A wide, eye-level shot capturing a sprawling rural landscape under a clear, bright blue sky. The foreground is dominated by a field of dry, brownish-orange heather and low-lying vegetation, suggesting an open moorland or upland environment. Scattered rocks are visible amongst the vegetation. Moving towards the middle ground, the terrain transitions into patches of green grass and deciduous trees, some still appearing bare or with early spring foliage. Wheeldale Lodge, a small, light-coloured stone building with a reddish-brown tiled roof sits nestled amongst the trees and a patch of green. A few outbuildings or sheds are visible nearby. In the background, rolling hills and valleys stretch towards the horizon. The vegetation on these distant hills appears varied, with areas of brown moorland contrasting with patches of green and some darker areas that might indicate woodland. A faint line of a stone wall or track can be seen traversing one of the distant hills. The overall impression is of a peaceful and somewhat remote countryside scene.

Wheeldale Lodge: From Shooting to Youth Hostel to Private Residence

My memories of Wheeldale Lodge are, regrettably, a jumble. One of the earliest involves the unremarkable joy of dunking sore feet in Wheeldale Beck after a needlessly long march across the Lyke Wake Walk. This was in 1969, and my 17-year-old self had been trudging for twelve and a half hours. The route comes down to the beck by the wall on the left in the photograph, as though making a half-hearted effort to be scenic.

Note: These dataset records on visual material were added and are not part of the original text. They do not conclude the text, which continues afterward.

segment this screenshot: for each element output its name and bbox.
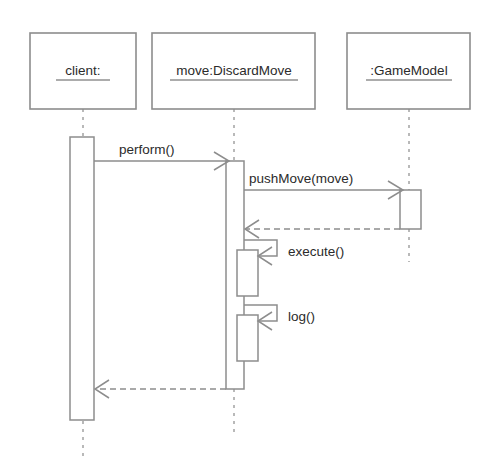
activation-bar-move-log xyxy=(237,315,258,361)
message-pushmove[interactable]: pushMove(move) xyxy=(244,171,403,199)
participant-label-gamemodel: :GameModel xyxy=(370,63,447,78)
message-label-perform: perform() xyxy=(119,142,175,157)
message-perform[interactable]: perform() xyxy=(94,142,229,170)
participant-label-client: client: xyxy=(65,63,100,78)
message-label-log: log() xyxy=(288,309,315,324)
participant-move[interactable]: move:DiscardMove xyxy=(152,33,315,109)
activation-bar-move-execute xyxy=(237,250,258,296)
message-label-execute: execute() xyxy=(288,244,344,259)
participant-client[interactable]: client: xyxy=(30,33,136,109)
sequence-diagram-svg: client: move:DiscardMove :GameModel perf… xyxy=(0,0,502,465)
message-label-pushmove: pushMove(move) xyxy=(249,171,353,186)
message-return-client[interactable] xyxy=(95,380,226,398)
activation-bars-group xyxy=(70,137,421,420)
sequence-diagram-canvas: client: move:DiscardMove :GameModel perf… xyxy=(0,0,502,465)
participant-label-move: move:DiscardMove xyxy=(176,63,292,78)
participant-gamemodel[interactable]: :GameModel xyxy=(347,33,470,109)
activation-bar-gamemodel xyxy=(400,190,421,229)
message-return-gamemodel[interactable] xyxy=(245,220,400,238)
message-execute[interactable]: execute() xyxy=(244,240,344,265)
activation-bar-client xyxy=(70,137,94,420)
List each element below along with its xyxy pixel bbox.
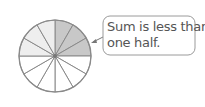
fraction-circle-diagram [0, 0, 205, 107]
callout-line-1: Sum is less than [107, 19, 197, 35]
callout-arrowhead-icon [91, 39, 97, 43]
circle-center [53, 54, 57, 58]
callout-line-2: one half. [107, 35, 197, 51]
callout-label: Sum is less than one half. [107, 19, 197, 51]
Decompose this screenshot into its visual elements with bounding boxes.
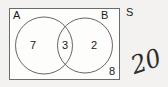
region-outside-value: 8 bbox=[109, 65, 115, 77]
venn-diagram-canvas: A B S 7 3 2 8 20 bbox=[0, 0, 168, 87]
region-a-only-value: 7 bbox=[30, 39, 36, 51]
region-intersection-value: 3 bbox=[62, 39, 68, 51]
set-b-label: B bbox=[101, 9, 108, 21]
universal-set-label: S bbox=[126, 6, 133, 18]
handwritten-annotation-group: 20 bbox=[126, 43, 164, 80]
handwritten-annotation: 20 bbox=[126, 43, 164, 80]
set-a-label: A bbox=[13, 9, 21, 21]
region-b-only-value: 2 bbox=[91, 39, 97, 51]
venn-diagram-figure: A B S 7 3 2 8 20 bbox=[0, 0, 168, 87]
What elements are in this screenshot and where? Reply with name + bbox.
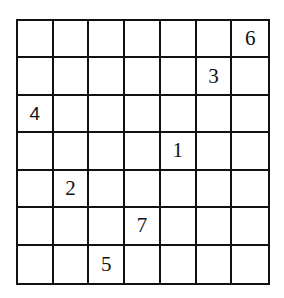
grid-cell-r5-c0[interactable] [18,208,54,245]
grid-cell-r4-c6[interactable] [232,171,268,208]
grid-cell-r6-c3[interactable] [125,246,161,283]
grid-cell-r3-c4[interactable]: 1 [161,133,197,170]
grid-cell-r3-c5[interactable] [197,133,233,170]
grid-cell-r2-c3[interactable] [125,96,161,133]
grid-cell-r2-c2[interactable] [89,96,125,133]
grid-cell-r5-c6[interactable] [232,208,268,245]
given-number: 1 [172,138,183,163]
grid-cell-r6-c6[interactable] [232,246,268,283]
grid-cell-r0-c4[interactable] [161,21,197,58]
given-number: 3 [208,64,219,89]
grid-cell-r4-c1[interactable]: 2 [54,171,90,208]
given-number: 6 [245,26,256,51]
grid-cell-r1-c2[interactable] [89,58,125,95]
grid-cell-r6-c5[interactable] [197,246,233,283]
grid-cell-r6-c4[interactable] [161,246,197,283]
grid-cell-r5-c3[interactable]: 7 [125,208,161,245]
grid-cell-r2-c6[interactable] [232,96,268,133]
grid-cell-r0-c6[interactable]: 6 [232,21,268,58]
grid-cell-r5-c2[interactable] [89,208,125,245]
grid-cell-r1-c6[interactable] [232,58,268,95]
grid-cell-r0-c3[interactable] [125,21,161,58]
grid-cell-r0-c1[interactable] [54,21,90,58]
grid-cell-r2-c5[interactable] [197,96,233,133]
grid-cell-r3-c2[interactable] [89,133,125,170]
grid-cell-r4-c2[interactable] [89,171,125,208]
grid-cell-r4-c0[interactable] [18,171,54,208]
given-number: 7 [137,213,148,238]
grid-cell-r6-c2[interactable]: 5 [89,246,125,283]
grid-cell-r5-c1[interactable] [54,208,90,245]
given-number: 2 [65,176,76,201]
grid-cell-r2-c0[interactable]: 4 [18,96,54,133]
given-number: 4 [30,103,41,125]
grid-cell-r1-c1[interactable] [54,58,90,95]
given-number: 5 [101,252,112,277]
grid-cell-r3-c1[interactable] [54,133,90,170]
grid-cell-r4-c5[interactable] [197,171,233,208]
grid-cell-r6-c1[interactable] [54,246,90,283]
grid-cell-r4-c3[interactable] [125,171,161,208]
grid-cell-r3-c0[interactable] [18,133,54,170]
grid-cell-r1-c5[interactable]: 3 [197,58,233,95]
grid-cell-r5-c5[interactable] [197,208,233,245]
grid-cell-r1-c0[interactable] [18,58,54,95]
grid-cell-r4-c4[interactable] [161,171,197,208]
grid-cell-r2-c1[interactable] [54,96,90,133]
grid-cell-r6-c0[interactable] [18,246,54,283]
puzzle-grid: 6341275 [16,19,270,285]
grid-cell-r2-c4[interactable] [161,96,197,133]
grid-cell-r3-c3[interactable] [125,133,161,170]
grid-cell-r0-c2[interactable] [89,21,125,58]
grid-cell-r1-c4[interactable] [161,58,197,95]
grid-cell-r5-c4[interactable] [161,208,197,245]
grid-cell-r3-c6[interactable] [232,133,268,170]
grid-cell-r1-c3[interactable] [125,58,161,95]
grid-cell-r0-c0[interactable] [18,21,54,58]
grid-cell-r0-c5[interactable] [197,21,233,58]
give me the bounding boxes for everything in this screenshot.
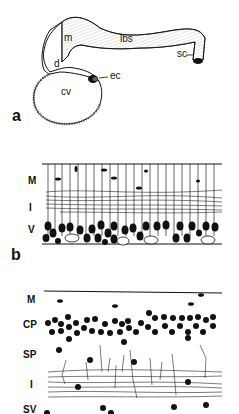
label-cv: cv xyxy=(61,87,71,97)
layer-label-I: I xyxy=(29,203,32,213)
panel-letter-b: b xyxy=(11,247,21,263)
layer-label-SV: SV xyxy=(23,405,36,414)
layer-label-I: I xyxy=(30,380,33,390)
label-d: d xyxy=(54,59,60,69)
panel-b: M I V b xyxy=(0,140,239,280)
layer-label-M: M xyxy=(27,295,35,305)
layer-label-M: M xyxy=(28,176,36,186)
cortex-layers-late-drawing xyxy=(0,280,239,414)
cortex-layers-early-drawing xyxy=(0,140,239,280)
panel-a: m lbs sc d ec cv a xyxy=(0,0,239,140)
label-sc: sc xyxy=(177,49,187,59)
label-m: m xyxy=(64,33,72,43)
layer-label-CP: CP xyxy=(23,320,37,330)
panel-c: M CP SP I SV xyxy=(0,280,239,414)
layer-label-V: V xyxy=(28,225,35,235)
layer-label-SP: SP xyxy=(23,350,36,360)
label-lbs: lbs xyxy=(120,34,133,44)
label-ec: ec xyxy=(110,71,121,81)
panel-letter-a: a xyxy=(12,108,21,124)
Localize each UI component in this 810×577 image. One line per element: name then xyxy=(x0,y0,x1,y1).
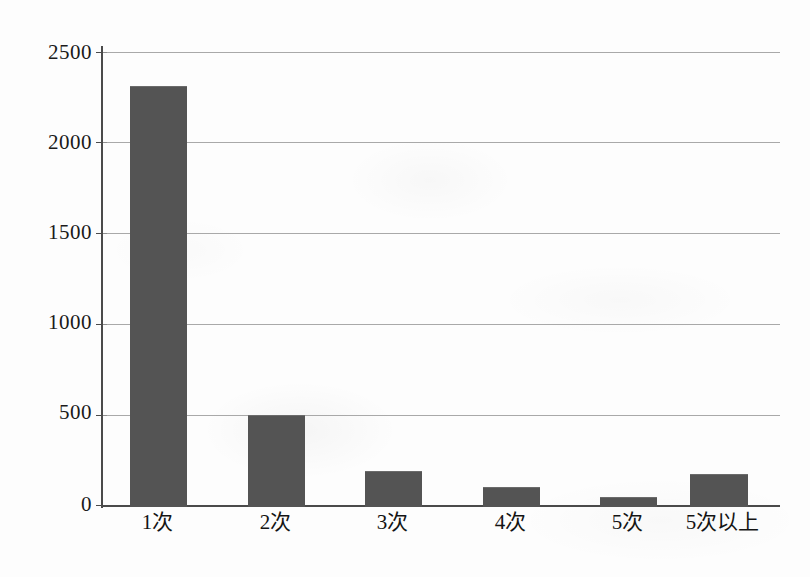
gridline-2500 xyxy=(103,52,780,53)
bar-5 xyxy=(600,497,657,507)
gridline-2000 xyxy=(103,142,780,143)
gridline-1000 xyxy=(103,324,780,325)
y-tick-label-500: 500 xyxy=(6,402,92,423)
x-tick-label-2: 2次 xyxy=(218,512,333,533)
x-tick-label-3: 3次 xyxy=(335,512,450,533)
y-axis-tick-labels: 2500 2000 1500 1000 500 0 xyxy=(0,0,92,577)
y-tick-label-2500: 2500 xyxy=(6,42,92,63)
y-tick-label-0: 0 xyxy=(6,494,92,515)
y-tick-label-2000: 2000 xyxy=(6,132,92,153)
gridline-1500 xyxy=(103,233,780,234)
y-tick-label-1000: 1000 xyxy=(6,312,92,333)
bar-2 xyxy=(248,415,305,507)
y-tick-label-1500: 1500 xyxy=(6,222,92,243)
bar-6 xyxy=(690,474,748,507)
plot-area xyxy=(103,52,780,506)
bar-4 xyxy=(483,487,540,507)
bar-3 xyxy=(365,471,422,507)
x-tick-label-1: 1次 xyxy=(100,512,215,533)
bar-1 xyxy=(130,86,187,507)
gridline-500 xyxy=(103,415,780,416)
x-tick-label-4: 4次 xyxy=(453,512,568,533)
bar-chart-figure: 2500 2000 1500 1000 500 0 1次 2次 3次 4次 5次… xyxy=(0,0,810,577)
x-tick-label-6: 5次以上 xyxy=(660,512,785,533)
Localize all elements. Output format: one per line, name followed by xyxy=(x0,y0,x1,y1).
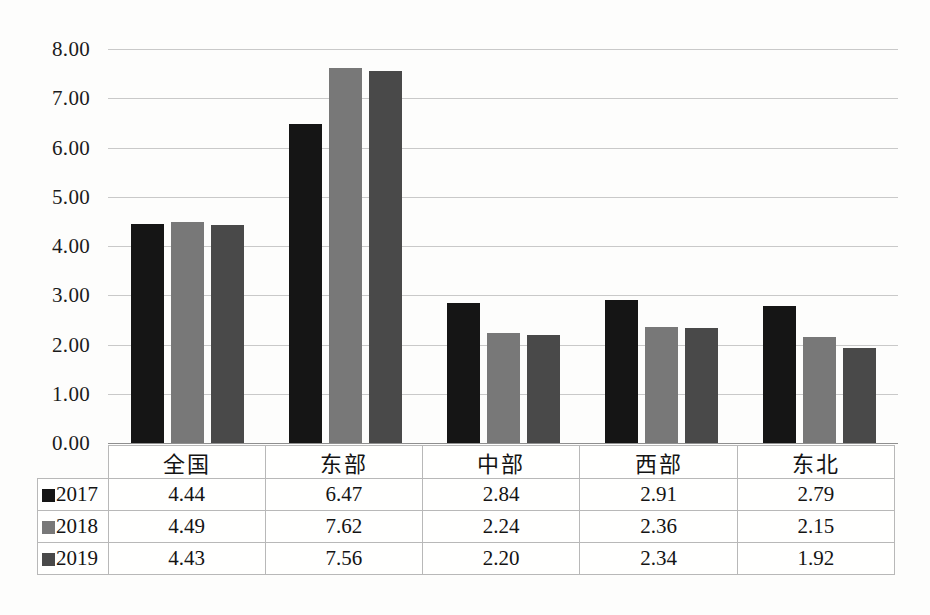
table-header-row: 全国东部中部西部东北 xyxy=(38,446,895,479)
y-axis-tick-label: 3.00 xyxy=(0,283,90,308)
bar xyxy=(289,124,322,443)
x-axis-line xyxy=(108,443,898,444)
table-cell: 7.56 xyxy=(265,543,422,575)
y-axis-tick-label: 8.00 xyxy=(0,37,90,62)
bar xyxy=(843,348,876,443)
table-cell: 6.47 xyxy=(265,479,422,511)
table-row: 20194.437.562.202.341.92 xyxy=(38,543,895,575)
bar xyxy=(605,300,638,443)
table-column-header: 东部 xyxy=(265,446,422,479)
legend-series-label: 2018 xyxy=(56,514,98,538)
bar xyxy=(369,71,402,443)
legend-entry[interactable]: 2018 xyxy=(38,511,109,543)
bar xyxy=(685,328,718,443)
table-corner-cell xyxy=(38,446,109,479)
legend-swatch-icon xyxy=(42,521,55,534)
bar xyxy=(527,335,560,443)
legend-entry[interactable]: 2019 xyxy=(38,543,109,575)
table-cell: 2.36 xyxy=(580,511,737,543)
bar xyxy=(803,337,836,443)
table-cell: 2.20 xyxy=(423,543,580,575)
table-cell: 2.34 xyxy=(580,543,737,575)
plot-area xyxy=(108,49,898,443)
table-row: 20184.497.622.242.362.15 xyxy=(38,511,895,543)
table-cell: 4.43 xyxy=(108,543,265,575)
bar xyxy=(211,225,244,443)
y-axis-tick-label: 1.00 xyxy=(0,381,90,406)
bar xyxy=(487,333,520,443)
bar-group xyxy=(424,49,582,443)
legend-swatch-icon xyxy=(42,553,55,566)
y-axis-tick-label: 6.00 xyxy=(0,135,90,160)
bar-group xyxy=(108,49,266,443)
table-column-header: 东北 xyxy=(737,446,894,479)
table-cell: 2.15 xyxy=(737,511,894,543)
chart-page: 8.007.006.005.004.003.002.001.000.00 全国东… xyxy=(0,0,930,615)
table-column-header: 全国 xyxy=(108,446,265,479)
y-axis-tick-label: 7.00 xyxy=(0,86,90,111)
bar xyxy=(329,68,362,443)
y-axis-tick-labels: 8.007.006.005.004.003.002.001.000.00 xyxy=(0,49,100,443)
table-column-header: 西部 xyxy=(580,446,737,479)
bar xyxy=(447,303,480,443)
data-table: 全国东部中部西部东北20174.446.472.842.912.7920184.… xyxy=(37,445,895,575)
table-cell: 2.84 xyxy=(423,479,580,511)
bar-group xyxy=(740,49,898,443)
legend-series-label: 2017 xyxy=(56,482,98,506)
y-axis-tick-label: 5.00 xyxy=(0,184,90,209)
table-cell: 4.44 xyxy=(108,479,265,511)
bar xyxy=(171,222,204,443)
bar xyxy=(131,224,164,443)
bar xyxy=(645,327,678,443)
bar xyxy=(763,306,796,443)
legend-entry[interactable]: 2017 xyxy=(38,479,109,511)
table-cell: 4.49 xyxy=(108,511,265,543)
table-cell: 2.79 xyxy=(737,479,894,511)
table-row: 20174.446.472.842.912.79 xyxy=(38,479,895,511)
bar-group xyxy=(266,49,424,443)
legend-swatch-icon xyxy=(42,489,55,502)
y-axis-tick-label: 4.00 xyxy=(0,234,90,259)
table-cell: 7.62 xyxy=(265,511,422,543)
table-cell: 1.92 xyxy=(737,543,894,575)
legend-series-label: 2019 xyxy=(56,546,98,570)
table-cell: 2.24 xyxy=(423,511,580,543)
y-axis-tick-label: 2.00 xyxy=(0,332,90,357)
table-column-header: 中部 xyxy=(423,446,580,479)
table-cell: 2.91 xyxy=(580,479,737,511)
bar-group xyxy=(582,49,740,443)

At the time, Wheeldale Lodge was a popular youth hostel, a role it had taken on in 19471‘More Hostels for East Riding Walkers’ (1947) Hull Daily Mail, 08 Dec, 3, available: https://link-gale-com.ezproxy.is.ed.ac.uk/apps/doc/GR3223273233/GDCS?u=ed_itw&sid=bookmark-GDCS&xid=1f16b8de [accessed 06 Oct 2021].. Before that, it was a keeper’s cottage. Judging by the assortment of vehicles littered outside, it seems to have gone back to that. Allegedly, it began life as a shooting lodge, because the moors needed yet another monument to aristocratic boredom.

In January 1989, still under the youth hostel occupancy, it served as a checkpoint for the Wheeldale Tandem race. The format was needlessly inventive—two runners per team, one went east, the other west, converging at Wheeldale before running in together to the finish at Goathland. That year, the winners took just under four hours. Someone on the east leg stumbled across a mortar bomb on the MOD’s old firing range. This caused a ripple of alarm, though I was entirely unaware, which probably says more about the route than it does about me2Whitby Gazette – Friday 20 January 1989.

Wheeldale itself sprawls over 1,500 acres of moorland, supposedly named for the wheel-like contortions of its beck. This explanation seems like a desperate attempt to justify a dull name. It was once within the so-called “Regard of Pickering Forest”, which, despite sounding ominous, was a court held every few years by a gaggle of knights who pretended to inspect boundaries and sniff out unauthorised houses. Since no one could legally fell timber there, the heavily wooded parts were about as profitable as fog3Hollings, Alice. A History of Goathland. North York Moors National Park. 1990..

Visible in the photograph is the so-called Roman Road, a stony stretch known as Wade’s Causeway. Supposedly part of a Roman route from Whitby to Malton, although this seems to rest more on hope than evidence. Some claim it is later. Others think it might be prehistoric, but no one seems terribly certain. It can just about be made out descending the nearer ridge to Wheeldale Gill.